Abstract

We present the results of measurements of the total X-ray flux from the Andromeda galaxy (M31) in the 3-100 keV band based on data from the RXTE/PCA, INTEGRAL/ISGRI, and SWIFT/BAT space experiments. We show that the total emission from the galaxy has a multicomponent spectrum whose main characteristics are specified by binaries emitting in the optically thick and optically thin regimes. The galaxy’s luminosity at energies 20–100 keV gives about 6% of its total luminosity in the 3–100 keV band. The emissivity of the stellar population in M31 is L2–20 keV ∼ 1.1 × 1029 erg s−1M⊙−1 in the 2–20 keV band and L20–100 keV ∼ 8 × 1027 erg s−1M⊙−1 in the 20–100 keV band. Since low-mass X-ray binaries at high luminosities pass into a soft state with a small fraction of hard X-ray emission, the detection of individual hard X-ray sources in M31 requires a sensitivity that is tens of times better (up to 10−13 erg s−1 cm−2) than is needed to detect the total hard X-ray emission from the entire galaxy. Allowance for the contribution from the hard spectral component of the galaxy changes the galaxy’s effective Compton temperature approximately by a factor of 2, from ∼1.1 to ∼2.1 keV.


Problem description: Pictures must not appear in the copy. Set down exactly the line with "Annotate this image: element" and each line after it through the end of the data below.

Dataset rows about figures
::::::::::

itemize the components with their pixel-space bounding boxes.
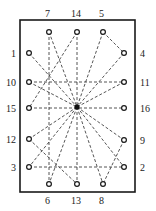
point-12 <box>27 137 32 142</box>
edge-10-C <box>29 82 77 107</box>
label-16: 16 <box>140 103 150 114</box>
point-4 <box>122 51 127 56</box>
edge-5-C <box>77 32 103 107</box>
label-10: 10 <box>6 77 16 88</box>
edge-C-9 <box>77 107 124 140</box>
point-3 <box>27 165 32 170</box>
connection-diagram: 12345678910111213141516 <box>0 0 156 211</box>
label-8: 8 <box>99 195 104 206</box>
point-7 <box>47 30 52 35</box>
edge-7-C <box>49 32 77 107</box>
edge-C-12 <box>29 107 77 139</box>
edge-C-6 <box>49 107 77 184</box>
edge-9-8 <box>103 140 124 184</box>
edge-1-C <box>29 53 77 107</box>
edge-C-8 <box>77 107 103 184</box>
label-7: 7 <box>45 8 50 19</box>
edge-C-2 <box>77 107 124 167</box>
point-11 <box>122 80 127 85</box>
label-4: 4 <box>140 48 145 59</box>
point-2 <box>122 165 127 170</box>
label-5: 5 <box>99 8 104 19</box>
label-15: 15 <box>6 103 16 114</box>
point-8 <box>101 182 106 187</box>
edge-C-3 <box>29 107 77 167</box>
edge-5-4 <box>103 32 124 53</box>
label-1: 1 <box>11 48 16 59</box>
point-6 <box>47 182 52 187</box>
point-9 <box>122 138 127 143</box>
edge-12-13 <box>29 139 77 184</box>
label-6: 6 <box>45 195 50 206</box>
label-12: 12 <box>6 134 16 145</box>
label-14: 14 <box>71 8 81 19</box>
point-5 <box>101 30 106 35</box>
point-16 <box>122 106 127 111</box>
label-3: 3 <box>11 162 16 173</box>
label-13: 13 <box>71 195 81 206</box>
point-10 <box>27 80 32 85</box>
center-node <box>74 104 79 109</box>
point-14 <box>75 30 80 35</box>
point-13 <box>75 182 80 187</box>
point-15 <box>27 106 32 111</box>
label-2: 2 <box>140 162 145 173</box>
point-1 <box>27 51 32 56</box>
edge-4-C <box>77 53 124 107</box>
label-9: 9 <box>140 135 145 146</box>
label-11: 11 <box>140 77 150 88</box>
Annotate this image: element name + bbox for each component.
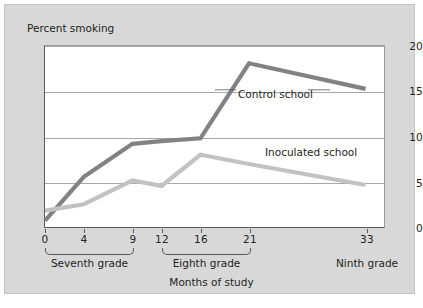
annotation-inoculated-school: Inoculated school <box>265 146 357 158</box>
figure-container: Percent smoking 20 15 10 5 0 0 4 9 12 16… <box>0 0 423 308</box>
series-lines <box>0 0 423 308</box>
annotation-control-school: Control school <box>238 88 313 100</box>
line-control-school <box>45 63 366 220</box>
line-inoculated-school <box>45 155 366 211</box>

::::::::::

Solution to this exercise:
Annotate this image: element name + bbox for each component.
annotation-inoculated-school: Inoculated school <box>265 146 357 158</box>
figure-container: Percent smoking 20 15 10 5 0 0 4 9 12 16… <box>0 0 423 308</box>
series-lines <box>0 0 423 308</box>
annotation-control-school: Control school <box>238 88 313 100</box>
line-control-school <box>45 63 366 220</box>
line-inoculated-school <box>45 155 366 211</box>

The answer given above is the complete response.